COOK COUNTY, Ill. — A Michigan woman convicted in the murder of her newborn twins in 2003 will spend two decades behind bars.
44-year-old Antoinette Briley, a Holland, Michigan, resident, pleaded guilty to murder on Tuesday and was sentenced to 20 years in the Illinois Department of Corrections.
Authorities say the sentence was handed down over 20 years after the murders took place in unincorporated Stickney Township.
According to Cook County Sheriff Thomas Dart, on June 6, 2003, the bodies of two twin baby boys were found in the 4800 block of South Latrobe Avenue by a waste management employee who was emptying trash bins in an alley.
An autopsy later confirmed that the two victims had been born alive and died of asphyxiation.

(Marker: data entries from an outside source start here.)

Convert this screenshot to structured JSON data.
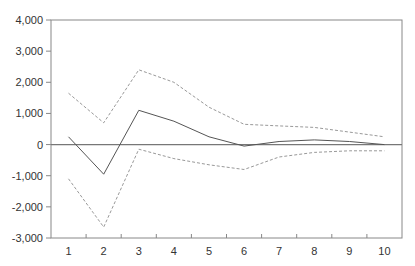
{
  "chart_data": {
    "type": "line",
    "title": "",
    "xlabel": "",
    "ylabel": "",
    "x": [
      1,
      2,
      3,
      4,
      5,
      6,
      7,
      8,
      9,
      10
    ],
    "ylim": [
      -3000,
      4000
    ],
    "yticks": [
      4000,
      3000,
      2000,
      1000,
      0,
      -1000,
      -2000,
      -3000
    ],
    "ytick_labels": [
      "4,000",
      "3,000",
      "2,000",
      "1,000",
      "0",
      "-1,000",
      "-2,000",
      "-3,000"
    ],
    "xtick_labels": [
      "1",
      "2",
      "3",
      "4",
      "5",
      "6",
      "7",
      "8",
      "9",
      "10"
    ],
    "grid": false,
    "legend": null,
    "zero_line": true,
    "series": [
      {
        "name": "response",
        "style": "solid",
        "color": "#555555",
        "values": [
          250,
          -950,
          1100,
          750,
          250,
          -50,
          100,
          150,
          100,
          0
        ]
      },
      {
        "name": "upper band",
        "style": "dashed",
        "color": "#999999",
        "values": [
          1650,
          700,
          2400,
          2000,
          1200,
          650,
          600,
          550,
          400,
          250
        ]
      },
      {
        "name": "lower band",
        "style": "dashed",
        "color": "#999999",
        "values": [
          -1100,
          -2650,
          -150,
          -450,
          -650,
          -800,
          -400,
          -250,
          -200,
          -200
        ]
      }
    ]
  },
  "colors": {
    "axis": "#888888",
    "zero_line": "#777777"
  }
}
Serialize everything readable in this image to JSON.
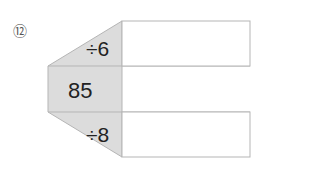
{
  "problem": {
    "number": "⑫",
    "center_value": "85",
    "top_operation": "÷6",
    "bottom_operation": "÷8",
    "top_answer": "",
    "bottom_answer": ""
  },
  "colors": {
    "shape_fill": "#dcdcdc",
    "border": "#b5b5b5"
  }
}
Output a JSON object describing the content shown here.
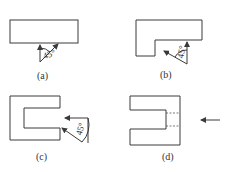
{
  "figure": {
    "panels": [
      {
        "id": "a",
        "label": "(a)",
        "angle_label": "45°",
        "description": "Rectangular part with 45° angle indicated below"
      },
      {
        "id": "b",
        "label": "(b)",
        "angle_label": "45°",
        "description": "L-shaped part with 45° angle at inner corner"
      },
      {
        "id": "c",
        "label": "(c)",
        "angle_label": "45°",
        "description": "C-shaped part with 45° angle at open side"
      },
      {
        "id": "d",
        "label": "(d)",
        "description": "C-shaped part with dashed hidden lines and direction arrow"
      }
    ],
    "colors": {
      "line": "#3a3a3a",
      "text": "#333333",
      "background": "#ffffff"
    }
  }
}
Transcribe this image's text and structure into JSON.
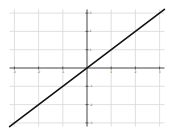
{
  "chart_data": {
    "type": "line",
    "title": "",
    "xlabel": "",
    "ylabel": "",
    "xlim": [
      -3.2,
      3.2
    ],
    "ylim": [
      -3.2,
      3.2
    ],
    "grid": true,
    "legend": null,
    "x_ticks": [
      -3,
      -2,
      -1,
      1,
      2,
      3
    ],
    "y_ticks": [
      3,
      2,
      1,
      -1,
      -2,
      -3
    ],
    "x_tick_labels": [
      "-3",
      "-2",
      "-1",
      "1",
      "2",
      "3"
    ],
    "y_tick_labels": [
      "3",
      "2",
      "1",
      "-1",
      "-2",
      "-3"
    ],
    "series": [
      {
        "name": "y = x",
        "x": [
          -3.2,
          3.2
        ],
        "y": [
          -3.2,
          3.2
        ],
        "color": "#111111"
      }
    ]
  },
  "colors": {
    "grid": "#d8d8d8",
    "axis": "#444444",
    "line": "#111111"
  }
}
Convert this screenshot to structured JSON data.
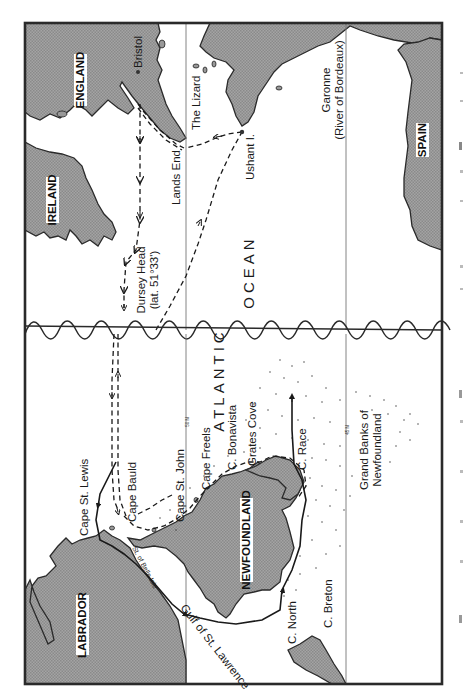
{
  "map": {
    "orientation": "rotated 90 degrees counter-clockwise (north to the left)",
    "frame": {
      "stroke": "#2a2a2a",
      "land_fill": "#9a9a9a",
      "water_fill": "#ffffff"
    },
    "countries": [
      {
        "id": "england",
        "label": "ENGLAND"
      },
      {
        "id": "ireland",
        "label": "IRELAND"
      },
      {
        "id": "spain",
        "label": "SPAIN"
      },
      {
        "id": "labrador",
        "label": "LABRADOR"
      },
      {
        "id": "newfoundland",
        "label": "NEWFOUNDLAND"
      }
    ],
    "places": [
      {
        "id": "bristol",
        "label": "Bristol"
      },
      {
        "id": "the-lizard",
        "label": "The Lizard"
      },
      {
        "id": "lands-end",
        "label": "Lands End"
      },
      {
        "id": "ushant",
        "label": "Ushant I."
      },
      {
        "id": "garonne",
        "label": "Garonne"
      },
      {
        "id": "garonne-sub",
        "label": "(River of Bordeaux)"
      },
      {
        "id": "dursey-head",
        "label": "Dursey Head"
      },
      {
        "id": "dursey-lat",
        "label": "(lat. 51°33')"
      },
      {
        "id": "cape-st-lewis",
        "label": "Cape St. Lewis"
      },
      {
        "id": "cape-bauld",
        "label": "Cape Bauld"
      },
      {
        "id": "cape-st-john",
        "label": "Cape St. John"
      },
      {
        "id": "cape-freels",
        "label": "Cape Freels"
      },
      {
        "id": "c-bonavista",
        "label": "C. Bonavista"
      },
      {
        "id": "grates-cove",
        "label": "Grates Cove"
      },
      {
        "id": "c-race",
        "label": "C. Race"
      },
      {
        "id": "c-north",
        "label": "C. North"
      },
      {
        "id": "c-breton",
        "label": "C. Breton"
      },
      {
        "id": "st-belle-isle",
        "label": "St. of Belle Isle"
      },
      {
        "id": "gulf-st-lawrence",
        "label": "Gulf of St. Lawrence"
      },
      {
        "id": "grand-banks-1",
        "label": "Grand Banks of"
      },
      {
        "id": "grand-banks-2",
        "label": "Newfoundland"
      }
    ],
    "ocean": {
      "word1": "ATLANTIC",
      "word2": "OCEAN"
    },
    "latitude_labels": {
      "lat50": "50 N",
      "lat45": "45 N"
    }
  }
}
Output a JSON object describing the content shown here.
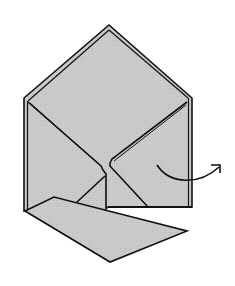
{
  "diagram": {
    "type": "origami-fold-step",
    "colors": {
      "paper_fill": "#c9c9c9",
      "outline": "#111111",
      "background": "#ffffff"
    },
    "elements": {
      "body": {
        "label": "folded paper body"
      },
      "top_flap": {
        "label": "triangular top flap"
      },
      "bottom_flap": {
        "label": "folded-down bottom flap"
      },
      "arrow": {
        "label": "curved fold arrow",
        "direction": "right",
        "icon": "curved-arrow-icon"
      }
    }
  }
}
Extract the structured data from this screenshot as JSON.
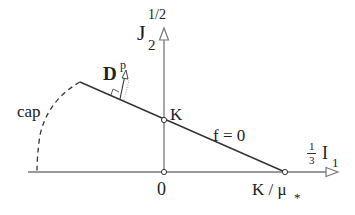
{
  "diagram": {
    "axes": {
      "vertical": {
        "label_main": "J",
        "label_sub": "2",
        "label_sup": "1/2"
      },
      "horizontal": {
        "label_frac_num": "1",
        "label_frac_den": "3",
        "label_main": "I",
        "label_sub": "1"
      }
    },
    "points": {
      "origin": "0",
      "intercept_vertical": "K",
      "intercept_horizontal": "K / μ",
      "intercept_horizontal_sub": "*"
    },
    "curves": {
      "yield_line_label": "f = 0",
      "cap_label": "cap"
    },
    "vectors": {
      "plastic_strain_rate_main": "D",
      "plastic_strain_rate_sup": "p"
    },
    "colors": {
      "axis": "#888888",
      "line": "#333333",
      "text": "#222222"
    }
  }
}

The deaths were ruled as homicides, but an investigation by police did not offer any clues about a potential suspect.
Over a decade later, in 2018, Sheriff’s Police Detectives reopened the case, and using DNA evidence recovered at the scene, detectives were able to identify Briley as the potential birth mother.
The relationship was later confirmed by authorities after they traveled to Holland, Michigan, and obtained a discarded item that contained Briley’s DNA.
Detectives said the DNA recovered from the discarded item was determined to be strongly associated with the victims’ DNA.
Briley was eventually taken into custody by Sheriff’s Police detectives after they learned she was in Cook County on Dec. 3, 2021. Authorities say after they issued Briley her Miranda warning, she admitted her involvement in the murders and the disposal of their bodies.
The next day, on Dec. 4, 2021, the Cook County State’s Attorney’s Office approved two counts of first-degree murder against Briley.
The death of the two boys came just under two years after the Illinois Abandoned Newborn Infant Protection Act became effective. The law grants parents who relinquish their unharmed newborn infants within 30 days of birth immunity from criminal prosecution.